Hi, I'm Elizabeth, I'm from Elsevier. And my question was tagged on to something Darla said. But it's relevant for all of you. Something that I'm in I work in with our society publishers, and something I'm interested in is if there are new initiatives. What has your society. I wonder if you can each speak to what your society has had to let go of to make space for those new initiatives.
Or maybe you haven't, but I'd be interested to hear. So one of the things that happens at societies and small, small societies, whether they're co-publishing or self-publishing is that you continue to do things the way that they've always been done. And so when I came to FAFSA mid-year 2021, what I saw was whack-a-mole, what I call whack-a-mole.
It was total whack-a-mole, and there's no other way to describe it. And job descriptions weren't clear. People were not focused on growing the journal. No one was looking at the data and the metrics, but they were instead making sure that they were also copyediting every single manuscript in advance of sending it to our publishing partner and all of the things that we know are important.
But maybe we have to let go of. And so that was a hard discussion that we had. And in 2022, we developed a strat plan with our pubs committee, and that's how we've used that to build on OK, these are our goals and these are not our goals. Job descriptions rewritten, roles revamped. The entire bucket. All right.
Thank you all for your feedback, your questions. So let's share some summarize. What are the take home message for. Would you like to share if other organizations want to start their community engagement. I think a really important thing with any new idea or experiment you're going to do is making sure one you have clear what the high level goal is and how you're going to communicate it, and who the people are going to be who the communicators are going to be.
Because if that is not open and clear within your organization, you're going to get a hodgepodge of messaging. And it's going to fail. Not because it might have been a bad idea, but because it's just a communication crash and burn situation. And I've seen so many things we've tried fail only because we couldn't talk about it in a cogent way.

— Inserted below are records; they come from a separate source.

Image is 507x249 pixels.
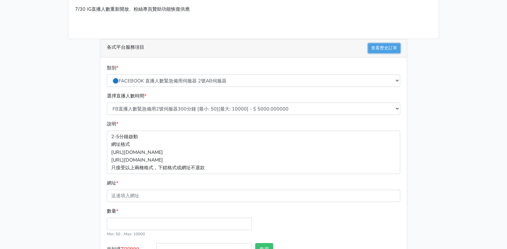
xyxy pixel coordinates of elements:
[107,92,146,100] label: 選擇直播人數時間
[107,64,118,72] label: 類別
[368,43,400,53] a: 查看歷史訂單
[100,39,407,57] div: 各式平台服務項目
[107,231,145,237] small: Min: 50 - Max: 10000
[107,207,118,215] label: 數量
[107,120,118,128] label: 說明
[75,5,432,13] p: 7/30 IG直播人數重新開放、粉絲專頁贊助功能恢復供應
[107,179,118,187] label: 網址
[107,190,400,202] input: 這邊填入網址
[107,131,400,174] p: 2-5分鐘啟動 網址格式 [URL][DOMAIN_NAME] [URL][DOMAIN_NAME] 只接受以上兩種格式，下錯格式或網址不退款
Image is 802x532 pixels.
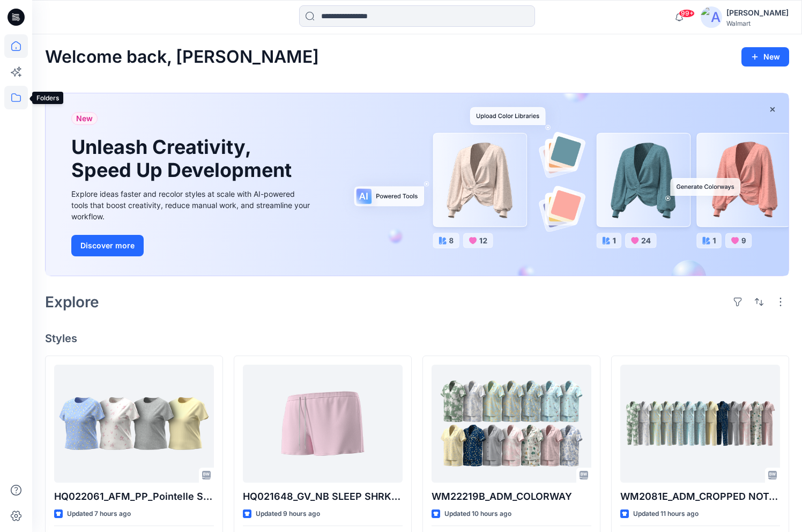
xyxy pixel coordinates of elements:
a: WM2081E_ADM_CROPPED NOTCH PJ SET w/ STRAIGHT HEM TOP_COLORWAY [620,365,780,483]
p: Updated 10 hours ago [444,508,511,519]
div: [PERSON_NAME] [727,7,788,20]
a: HQ022061_AFM_PP_Pointelle SS Top [54,365,214,483]
a: WM22219B_ADM_COLORWAY [432,365,591,483]
h2: Explore [45,293,99,310]
a: HQ021648_GV_NB SLEEP SHRKN SHORT SET_SHORT [243,365,402,483]
h1: Unleash Creativity, Speed Up Development [71,135,296,182]
div: Walmart [727,20,788,27]
p: WM2081E_ADM_CROPPED NOTCH PJ SET w/ STRAIGHT HEM TOP_COLORWAY [620,489,780,504]
div: Explore ideas faster and recolor styles at scale with AI-powered tools that boost creativity, red... [71,188,312,222]
span: New [76,112,93,125]
img: avatar [700,7,722,28]
button: New [741,48,789,66]
p: WM22219B_ADM_COLORWAY [432,489,591,504]
p: Updated 11 hours ago [633,508,698,519]
p: HQ021648_GV_NB SLEEP SHRKN SHORT SET_SHORT [243,489,402,504]
p: Updated 7 hours ago [67,508,131,519]
a: Discover more [71,235,312,256]
p: HQ022061_AFM_PP_Pointelle SS Top [54,489,214,504]
span: 99+ [679,9,695,18]
h4: Styles [45,332,789,344]
p: Updated 9 hours ago [256,508,320,519]
h2: Welcome back, [PERSON_NAME] [45,48,319,67]
button: Discover more [71,235,144,256]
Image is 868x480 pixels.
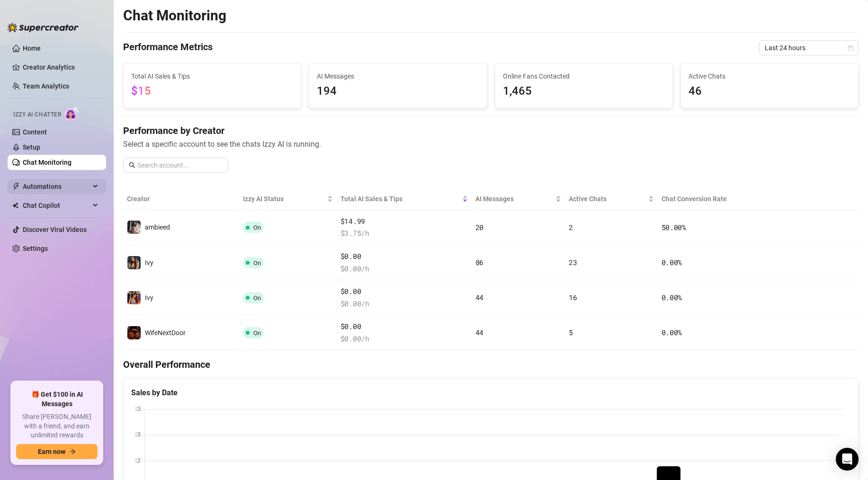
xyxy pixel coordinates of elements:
a: Discover Viral Videos [23,226,86,233]
img: logo-BBDzfeDw.svg [7,23,78,32]
img: Chat Copilot [12,203,18,209]
span: $0.00 [340,321,468,333]
th: Chat Conversion Rate [658,188,785,210]
span: Last 24 hours [765,40,852,55]
span: ambieed [145,223,170,231]
span: AI Messages [317,71,478,82]
span: Izzy AI Status [243,193,325,204]
h2: Chat Monitoring [123,7,226,25]
span: 50.00 % [661,222,686,232]
img: Ivy [128,256,141,269]
img: Ivy [128,291,141,305]
span: Earn now [38,448,65,455]
a: Chat Monitoring [23,159,72,166]
span: Total AI Sales & Tips [131,71,293,82]
span: $ 0.00 /h [340,263,468,274]
span: 46 [688,82,851,100]
th: Creator [123,188,239,210]
span: On [254,329,261,337]
span: $ 0.00 /h [340,298,468,310]
span: 🎁 Get $100 in AI Messages [16,390,97,408]
span: thunderbolt [12,183,20,190]
a: Team Analytics [23,82,69,90]
img: ambieed [128,221,141,234]
span: 44 [475,292,483,302]
span: Ivy [145,294,153,301]
span: WifeNextDoor [145,329,185,337]
span: 194 [317,82,478,100]
span: $0.00 [340,251,468,263]
span: 23 [569,258,576,267]
span: Total AI Sales & Tips [340,193,460,204]
h4: Overall Performance [123,358,858,371]
span: $ 3.75 /h [340,228,468,239]
span: calendar [847,45,853,51]
span: Active Chats [569,193,646,204]
span: $0.00 [340,286,468,297]
span: Automations [23,179,90,194]
span: 86 [475,258,483,267]
a: Home [23,44,40,52]
img: WifeNextDoor [128,326,141,339]
span: On [254,259,261,267]
h4: Performance Metrics [123,40,212,55]
span: Ivy [145,259,153,267]
span: 44 [475,328,483,337]
span: $15 [131,84,151,97]
span: 2 [569,222,573,232]
span: 20 [475,222,483,232]
span: AI Messages [475,193,553,204]
span: $14.99 [340,216,468,227]
span: Chat Copilot [23,198,90,213]
span: 5 [569,328,573,337]
div: Sales by Date [131,387,851,398]
span: Online Fans Contacted [503,71,665,82]
span: 0.00 % [661,258,683,267]
span: $ 0.00 /h [340,333,468,345]
span: Share [PERSON_NAME] with a friend, and earn unlimited rewards [16,412,97,440]
img: AI Chatter [65,106,80,120]
input: Search account... [138,160,222,170]
span: arrow-right [69,448,76,455]
span: Select a specific account to see the chats Izzy AI is running. [123,138,858,150]
span: 0.00 % [661,292,683,302]
span: 0.00 % [661,328,683,337]
span: 1,465 [503,82,665,100]
span: 16 [569,292,576,302]
a: Creator Analytics [23,59,99,75]
span: Active Chats [688,71,851,82]
a: Content [23,128,47,136]
span: On [254,295,261,301]
th: Total AI Sales & Tips [337,188,472,210]
th: Active Chats [565,188,658,210]
div: Open Intercom Messenger [836,448,858,471]
button: Earn nowarrow-right [16,444,97,459]
a: Settings [23,245,48,252]
span: Izzy AI Chatter [13,110,61,119]
a: Setup [23,143,40,151]
h4: Performance by Creator [123,124,858,137]
th: Izzy AI Status [239,188,337,210]
span: On [254,224,261,231]
th: AI Messages [472,188,565,210]
span: search [128,162,135,169]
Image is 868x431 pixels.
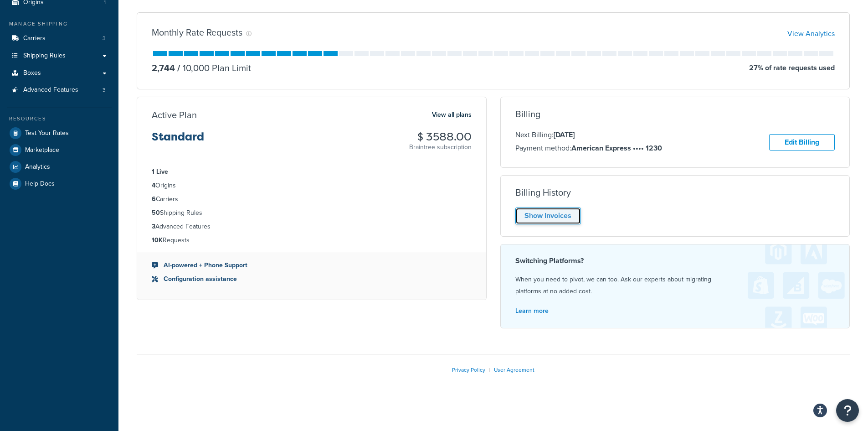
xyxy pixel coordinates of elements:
span: / [177,61,180,75]
strong: 6 [152,194,156,204]
h3: Active Plan [152,110,197,120]
h4: Switching Platforms? [515,255,835,267]
p: Payment method: [515,142,662,154]
a: Learn more [515,306,549,316]
li: Shipping Rules [152,208,472,218]
div: Resources [7,115,112,123]
span: Boxes [23,69,41,77]
span: Shipping Rules [23,52,66,60]
a: User Agreement [494,366,534,374]
a: Edit Billing [769,134,834,151]
p: Next Billing: [515,129,662,141]
a: Show Invoices [515,207,581,224]
strong: 50 [152,208,160,217]
h3: Standard [152,131,204,150]
span: Analytics [25,163,50,171]
p: 27 % of rate requests used [749,62,834,74]
li: Carriers [152,194,472,204]
a: Marketplace [7,142,112,158]
li: Requests [152,235,472,245]
span: Marketplace [25,146,59,154]
h3: Billing History [515,187,571,198]
div: Manage Shipping [7,20,112,28]
a: Advanced Features 3 [7,82,112,99]
span: 3 [103,35,106,42]
li: Carriers [7,30,112,47]
a: Test Your Rates [7,125,112,142]
span: Advanced Features [23,86,78,94]
h3: Billing [515,109,540,119]
p: When you need to pivot, we can too. Ask our experts about migrating platforms at no added cost. [515,273,835,297]
h3: $ 3588.00 [409,131,472,143]
li: Advanced Features [152,221,472,232]
p: 10,000 Plan Limit [175,62,251,74]
span: 3 [103,86,106,94]
li: AI-powered + Phone Support [152,260,472,271]
a: Boxes [7,65,112,82]
a: Help Docs [7,176,112,192]
button: Open Resource Center [836,399,859,422]
li: Advanced Features [7,82,112,99]
span: | [489,366,490,374]
li: Configuration assistance [152,274,472,284]
a: View Analytics [787,29,834,39]
span: Test Your Rates [25,130,69,137]
li: Origins [152,180,472,191]
strong: [DATE] [554,130,574,140]
strong: 1 Live [152,167,168,176]
strong: American Express •••• 1230 [571,143,662,153]
strong: 4 [152,180,155,190]
p: Braintree subscription [409,143,472,152]
a: Analytics [7,159,112,175]
span: Carriers [23,35,46,42]
h3: Monthly Rate Requests [152,27,242,38]
span: Help Docs [25,180,55,188]
a: View all plans [432,109,472,121]
strong: 3 [152,221,155,231]
a: Carriers 3 [7,30,112,47]
a: Privacy Policy [452,366,485,374]
strong: 10K [152,235,163,245]
p: 2,744 [152,62,175,74]
a: Shipping Rules [7,47,112,65]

I guess I'd say sort of it relates to that last question. You have to establish what problem you're trying to solve, and then you have to really assess your priorities and whether there's something you're going to be taking resources away from something else in order to direct them to the new thing. Even if you don't think you're going to be doing that are doing it. So taking that prioritization idea and then coming back to it and checking in on how are my how are our resources aligned to our activities.
OK I'll say data driven. That's it. Yeah so overall, it sounds like community engagement is critical to our future. Thank you so much. Have any questions, you can ask afterwards. Yeah thank you so much. Thank you.